He was one of the pioneers in the automotive business in Nova Scotia, and a major figure in a firm that in the early 1900s manufactured automobiles in Kentville; he was civic minded as well, serving four years as a town councilor, and in 1916, 1917, 1921, and 1924 to 1927 he served as Kentville’s Mayor. He died in office late in 1927 with only two weeks left in his final term as Mayor.
On the personal level he was an ardent sportsman, maintaining a racing stable for many years; he was one of the first Nova Scotians, perhaps one of the first Canadians to travel across Canada from Nova Scotia to the Prairies by automobile; he accomplished this feat in 1911 for the purpose of setting up a Canada-wide automobile dealership.
This was Kings County native A. L. Pelton, who was known to his friends and contemporaries as “Arch.” Born in Billtown in 1872 to Henry and Almira Pelton, Arch left home in his teens to work in Massachusetts. He was in his mid-30s when he returned to Kings County to sell farm machinery in Berwick; here he gained a reputation as a first rate mechanic who knew his way around the relatively new automobile engines.
Pelton’s obituary notes that in 1910, he “removed to Kentville and entered the automobile business with the McKay brothers, As a mechanic, Pelton was in on the birth of the McKay Motor Car, but earlier he was distributing automobiles in Nova Scotia and learning what made them tick by taking them apart.
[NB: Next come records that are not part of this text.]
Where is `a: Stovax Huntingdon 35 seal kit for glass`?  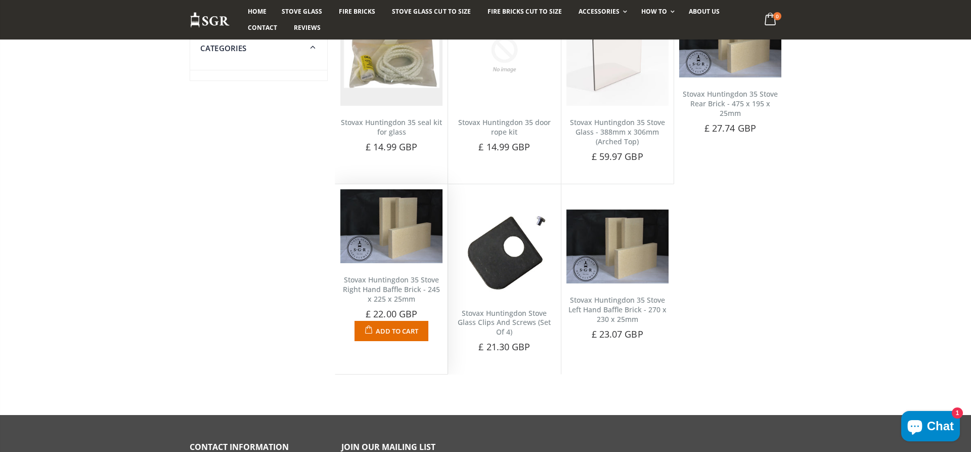 a: Stovax Huntingdon 35 seal kit for glass is located at coordinates (391, 127).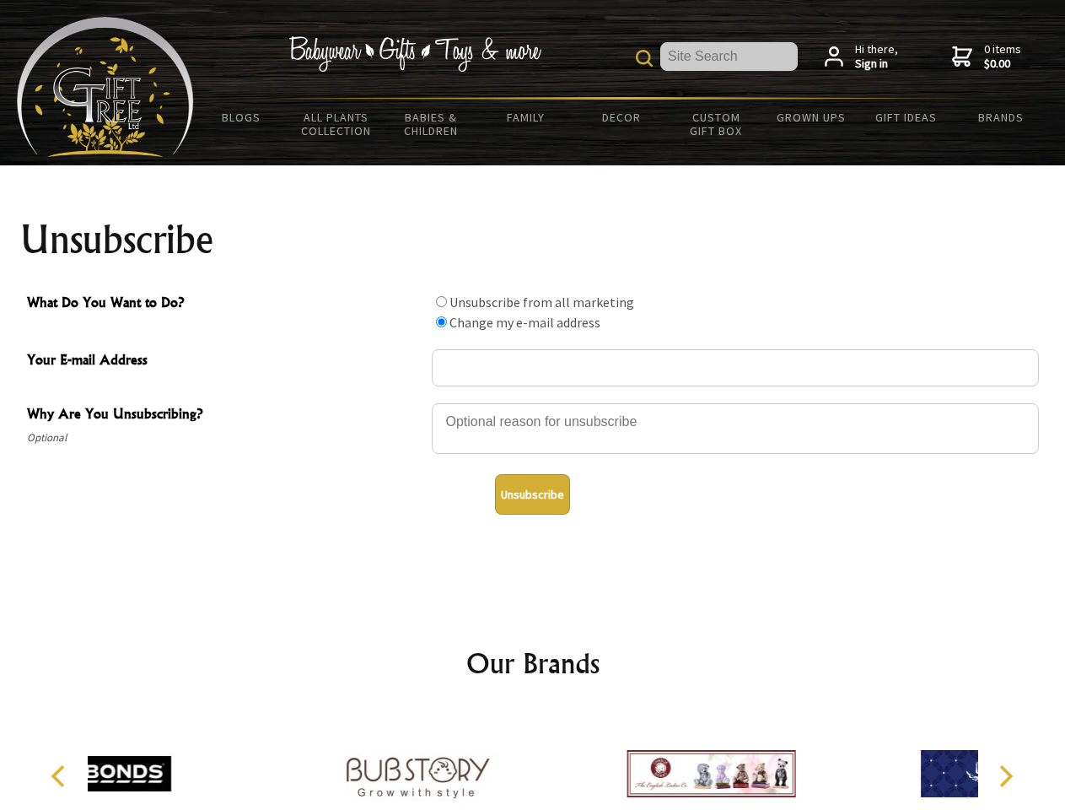 The image size is (1065, 810). What do you see at coordinates (415, 54) in the screenshot?
I see `img: Babywear - Gifts - Toys & more` at bounding box center [415, 54].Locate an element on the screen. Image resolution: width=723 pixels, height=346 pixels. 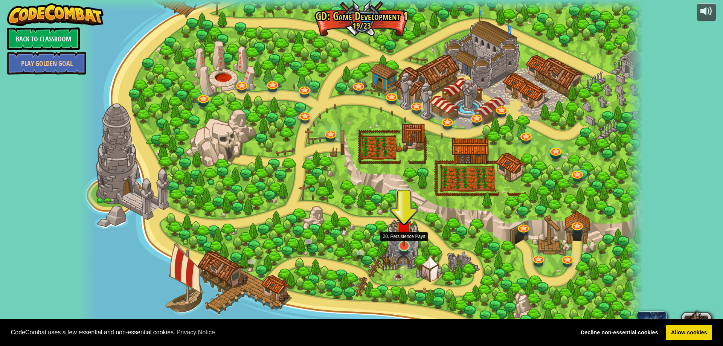
a: Play Golden Goal is located at coordinates (47, 63).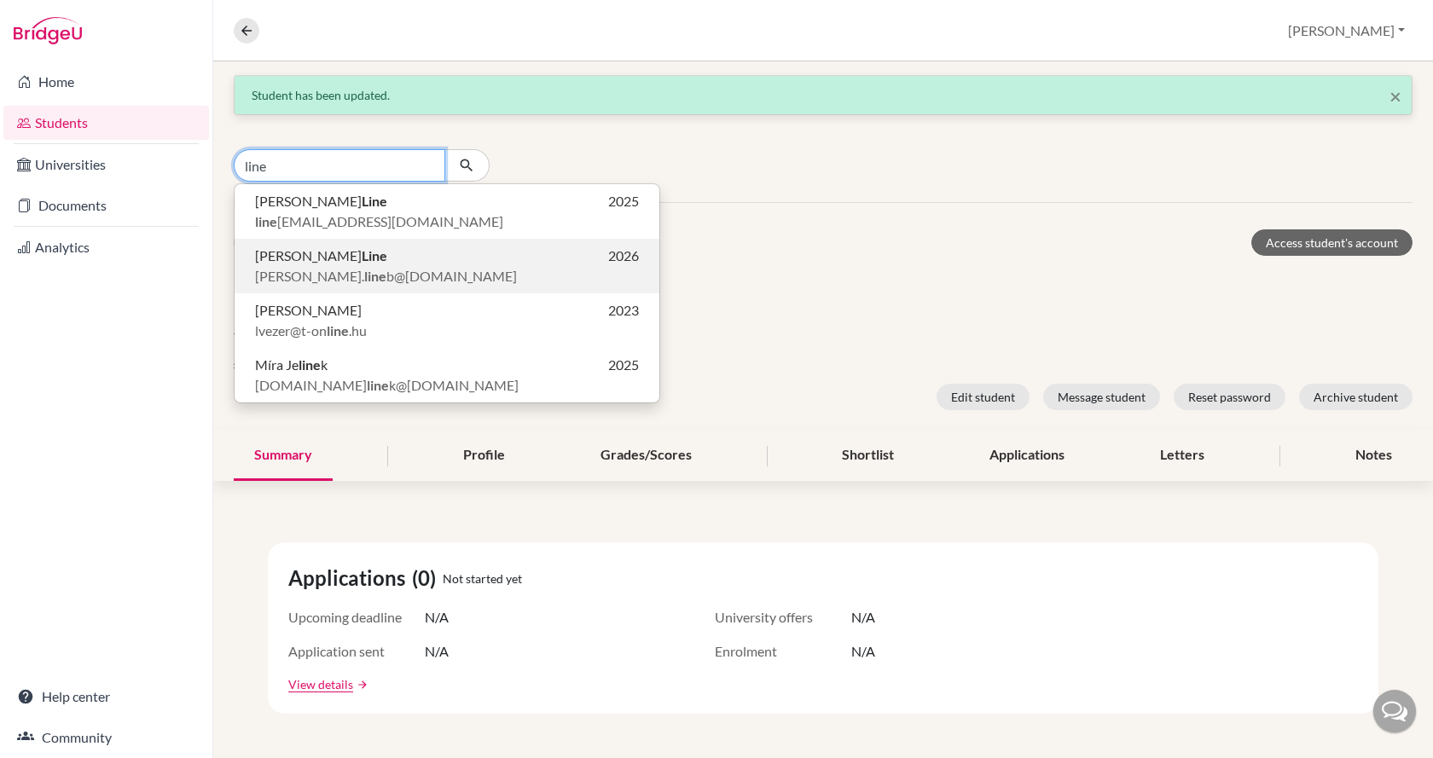 The image size is (1433, 758). Describe the element at coordinates (356, 652) in the screenshot. I see `span: Application sent` at that location.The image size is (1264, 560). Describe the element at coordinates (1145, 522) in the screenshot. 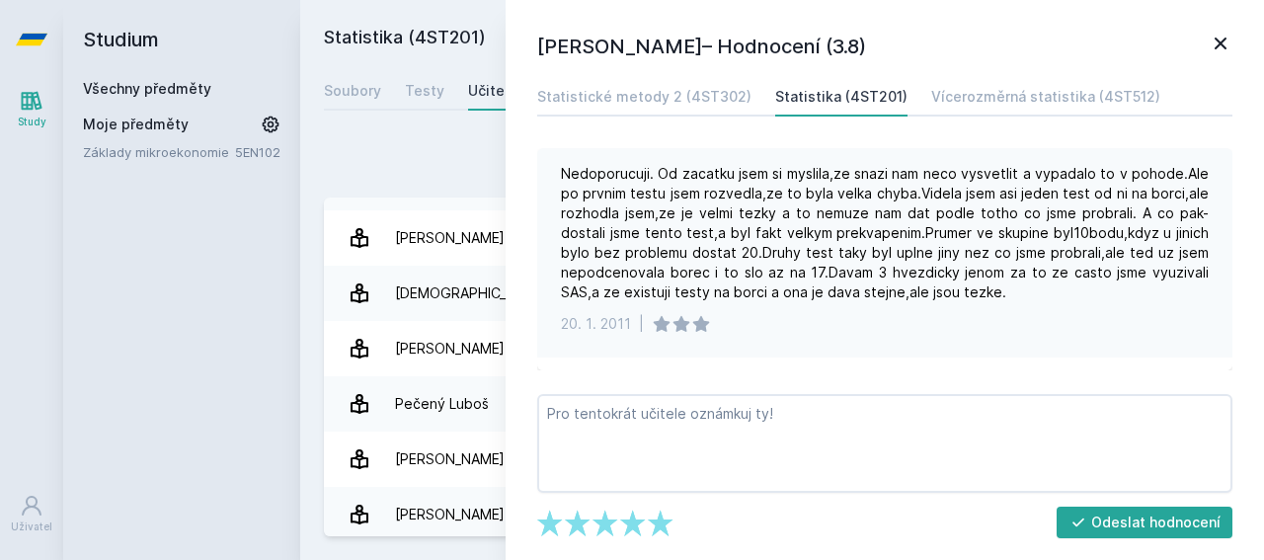

I see `button: Odeslat hodnocení` at that location.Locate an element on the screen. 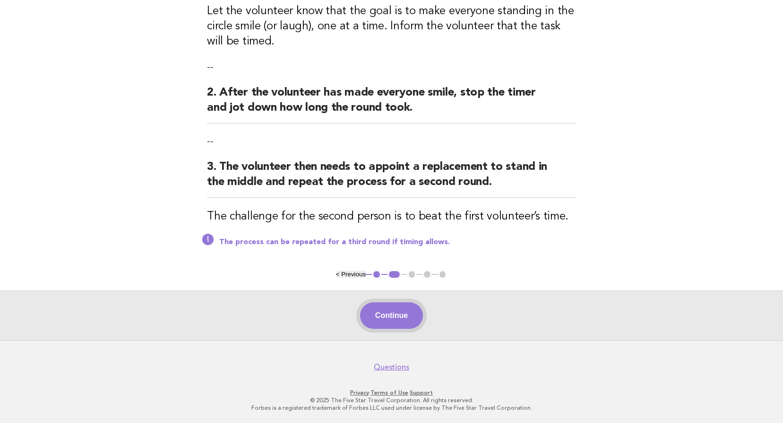 The height and width of the screenshot is (423, 783). button: 1 is located at coordinates (377, 274).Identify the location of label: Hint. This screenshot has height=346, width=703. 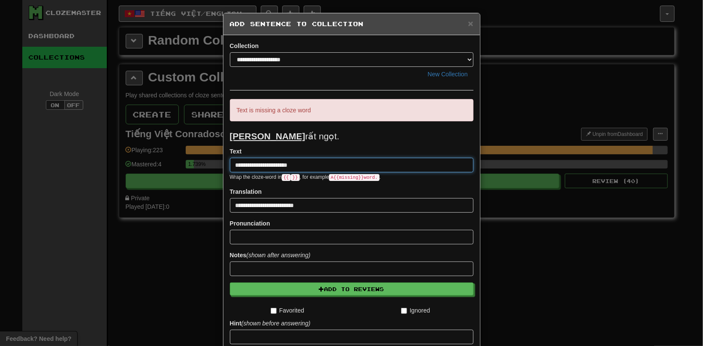
(270, 323).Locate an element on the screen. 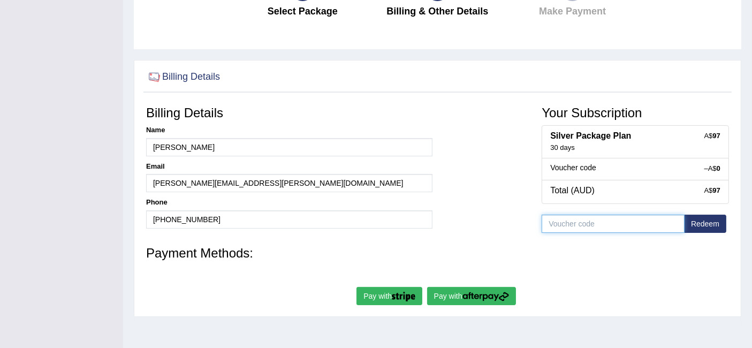  input: Voucher code is located at coordinates (613, 224).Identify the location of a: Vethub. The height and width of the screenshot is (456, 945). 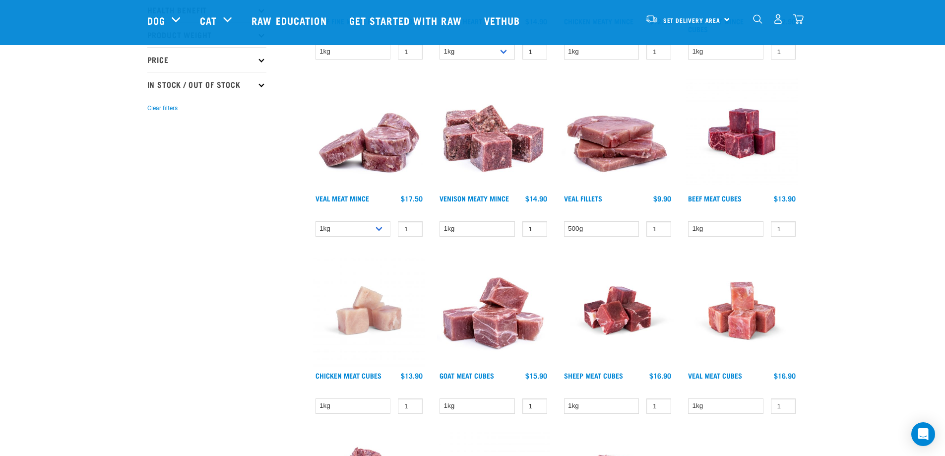
(504, 20). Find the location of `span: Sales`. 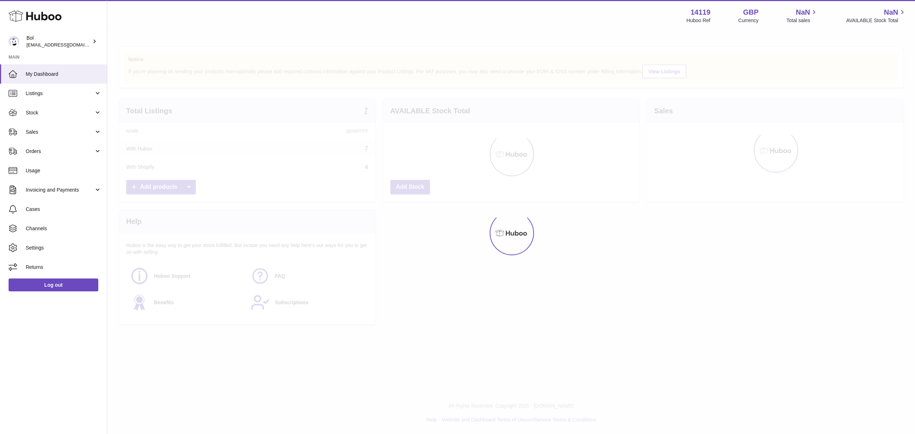

span: Sales is located at coordinates (60, 132).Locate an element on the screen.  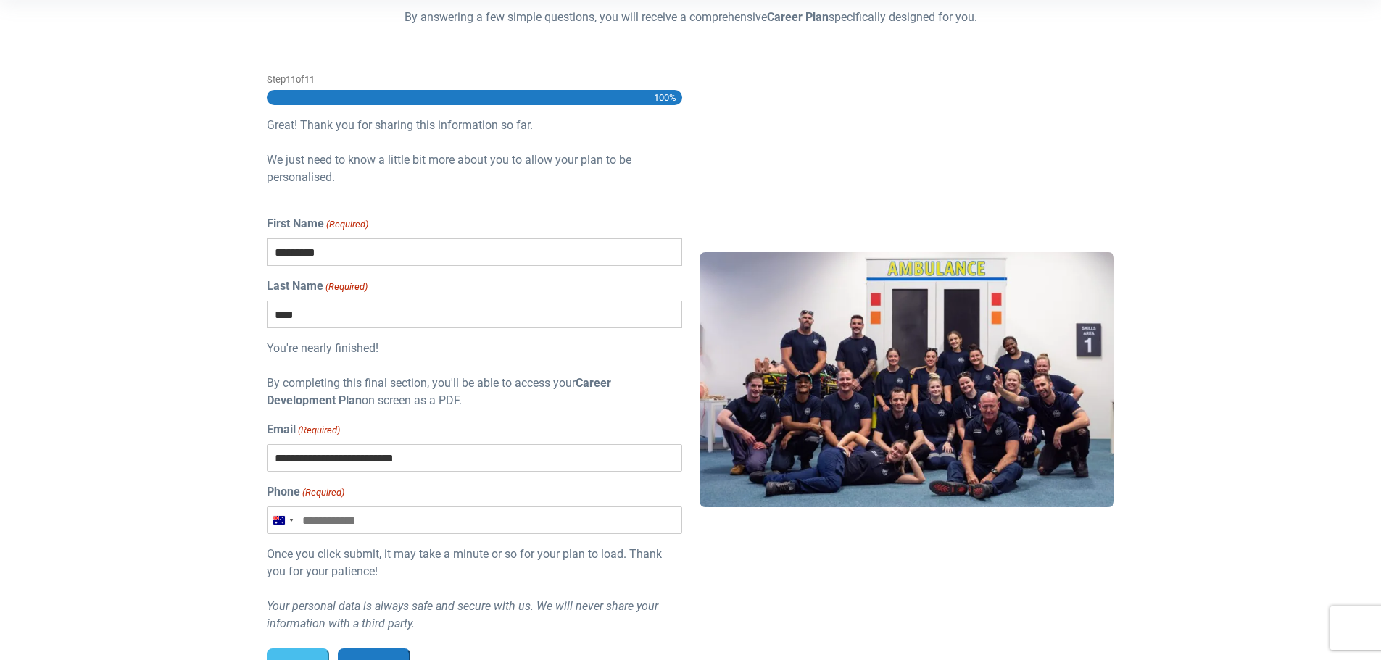
p: By answering a few simple questions, you will receive a comprehensive specifically designed for you. is located at coordinates (691, 17).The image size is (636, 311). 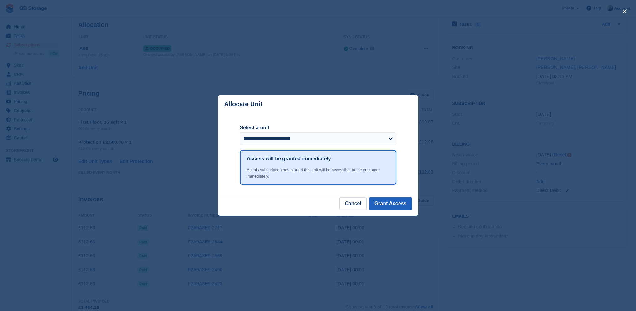 What do you see at coordinates (391, 203) in the screenshot?
I see `button: Grant Access` at bounding box center [391, 203].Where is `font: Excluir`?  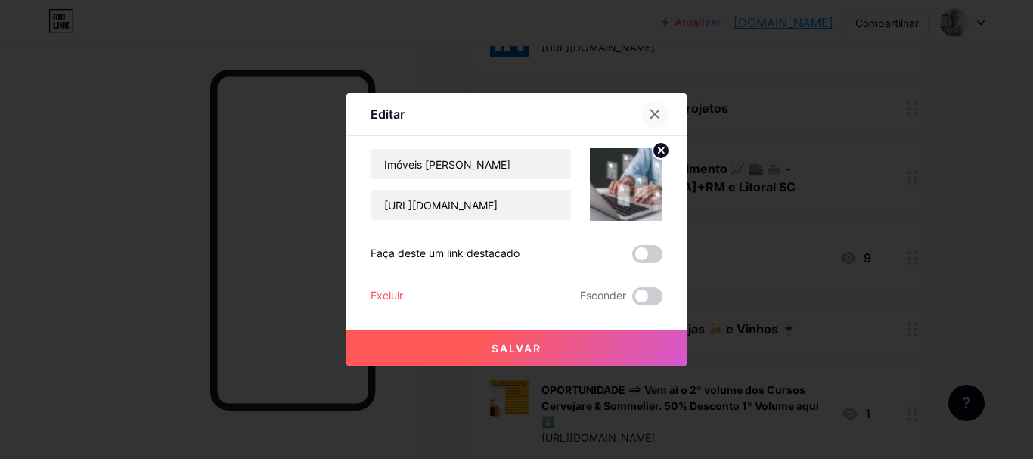
font: Excluir is located at coordinates (386, 295).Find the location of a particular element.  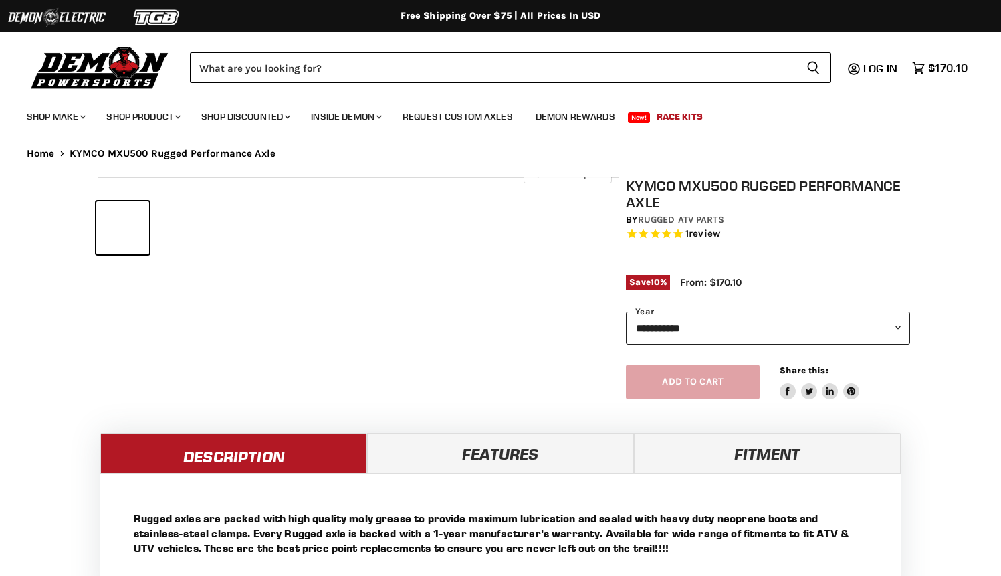

span: From: $170.10 is located at coordinates (711, 282).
William H. McCurdy’s history of the McKay Car says Pelton joined the McKay brothers as head mechanic when they began to manufacture automobiles in Kentville in 1910 in the facilities of the Nova Scotia Carriage Company.
Apparently Pelton remained behind when the McKay moved their operation to Amherst in the winter of 1912-1913. While in Kentville, however, Pelton and Dan McKay drove 2600 miles across Canada to Regina in an attempt to set up dealerships. Until two years before his death in 1927, Pelton maintained an auto dealership in Kentville and Halifax where he was the distributor for Franklin, Gray Dort, Studebaker, Oldsmobile and several other makes of automobile.
Pelton is said to have sold some of the first automobiles in Nova Scotia, two Oldsmobiles which he purchased in New York in 1904; at the time, say William H. McCurdy in his McKay Motor Car history, there were fewer than 20 automobiles in Nova Scotia. For a time, Pelton maintained one of the largest automotive dealerships in the Maritimes; his activities in this field must qualify him as one of the early automotive pioneers.
On his death, The Advertiser ran a lengthy obituary that saluted his business accomplishments and civic record, stating that “much of the remarkable progress this town (Kentville) has made in the past two decades was due to his efforts.” While he had been suffering from ill health for three years, The Advertiser said, his death in his mid-50s came as a shock to the community.